Cynthia Payne (centre) and friends at her Streatham home, where a party was given to launch her memoir (PA)

Her case attracted national attention because of her clientele, who were said to have included a peer of the realm, vicars, barristers, and a former RAF squadron leader.

The newspaper published alongside the interview a handwritten note apparently penned by Payne which joked: “To Chris Mason Thank you for your past custom!! Cynthia Payne. 27.10.00.”

The message was printed in the paper alongside Payne’s business card, which advertised her roles as an “after dinner speaker”, “sex law campaigner” and an organiser of “ladies’ nights”.

In the piece, the young reporter seemed rather enamoured with the older woman.

He wrote: “There seems to be a warm affection in the British psyche for lovable rogues. And let’s face it, Ms Payne is no Reggie Kray: she brought happiness to her clients, money to her girls, and a smile to the face of the British public.

“All too often we get swept up in the mindless mediocrity of everyday life: an uncompromising ritual of routine that nips any hint of eccentricity in the bud. Cynthia Payne, however, even in her advancing years, is nothing but refreshing, invigorating colour.

“As Julian Clary once commented, ‘The English like eccentrics. They just don’t like them living next door.’ I think he was right.”

Payne went to prison for running a ‘disorderly house’ (PA)

One of the particular eccentricities of Payne’s sex parties, highlighted in her trial, was her routine of giving “luncheon vouchers” to her customers. These tokens entitled the bearer to have sex with any of the women in Payne’s establishment.

Payne was convicted for running the “disorderly house” and sentenced to 18 months in prison, which was later reduced to six.

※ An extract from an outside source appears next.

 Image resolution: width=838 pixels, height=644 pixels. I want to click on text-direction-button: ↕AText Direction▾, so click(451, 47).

She twice failed in bids to be elected for parliament; winning only 193 votes in the Kensington by-election in June 1988, representing the Rainbow Alliance Payne and Pleasure Party. In the 1992 general election, she took just 145 votes in Streatham.

Towards the end of her life she was reportedly approached by both Andrew Lloyd Webber and Tim Rice with the suggestion of a musical. She died in 2015.

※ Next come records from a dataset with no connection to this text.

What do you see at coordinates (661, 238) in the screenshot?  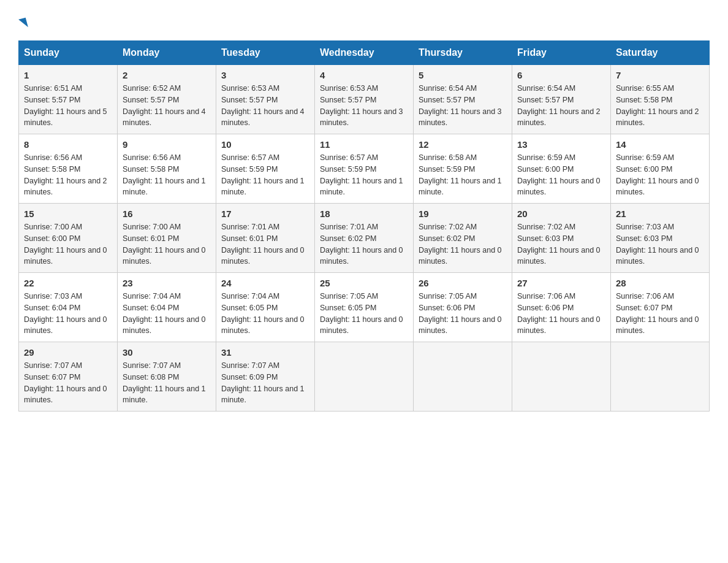 I see `calendar-cell: 21Sunrise: 7:03 AMSunset: 6:03 PMDayligh…` at bounding box center [661, 238].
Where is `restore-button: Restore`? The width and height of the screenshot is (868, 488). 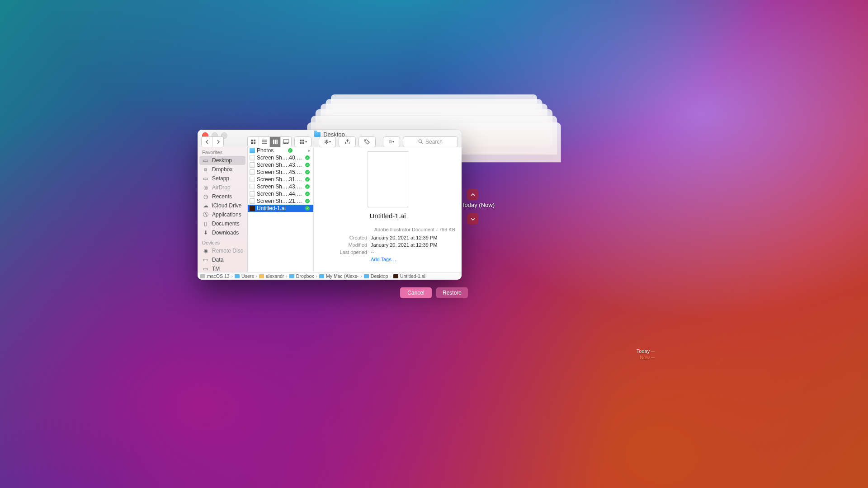 restore-button: Restore is located at coordinates (452, 293).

Mason’s interview with Payne had the amusing sub-heading: “Celebrated Madam Cynthia Payne teaches Christopher Mason a trick of two about entertaining one’s guests.”

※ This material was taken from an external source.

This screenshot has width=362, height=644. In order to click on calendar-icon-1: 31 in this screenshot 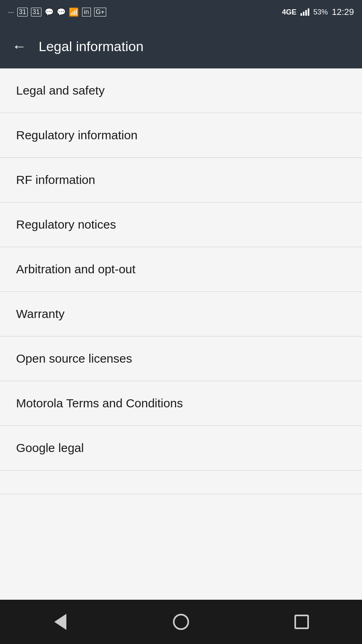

Introducing readers to his interviewee, Mason wrote at the start of the piece: “It’s an interviewer’s greatest fear. The commission is late, the prep is thin, and there is an unshakeable concern that five minutes into the conversation you are going to have to politely wrap things up, and run away before your embarrassment can catch you.

“After all, the omens were not good. My assignment was to speak to a wrinkling suburban sixty something: surely the epitome of mediocrity, I convinced myself as the encounter neared.

“How that cursory glance down her CV, as I waited to speak to her, shattered my illusions. Cynthia Payne, you see, is no Daily Mail-reading, Volvo-driving, Rotary and golf club member as my prejudices had suggested. Oh no. ‘I never wanted to be conventional,’ she proffers hesitantly, as if it ever needed confirmation.

“Ms Payne, or ‘Madame Cyn’, as the tabloids dubbed her, is no nine-to-five office type.”

The BBC said: “We’re not going to comment on or debate student journalism which belongs in the common room of 20 years ago.”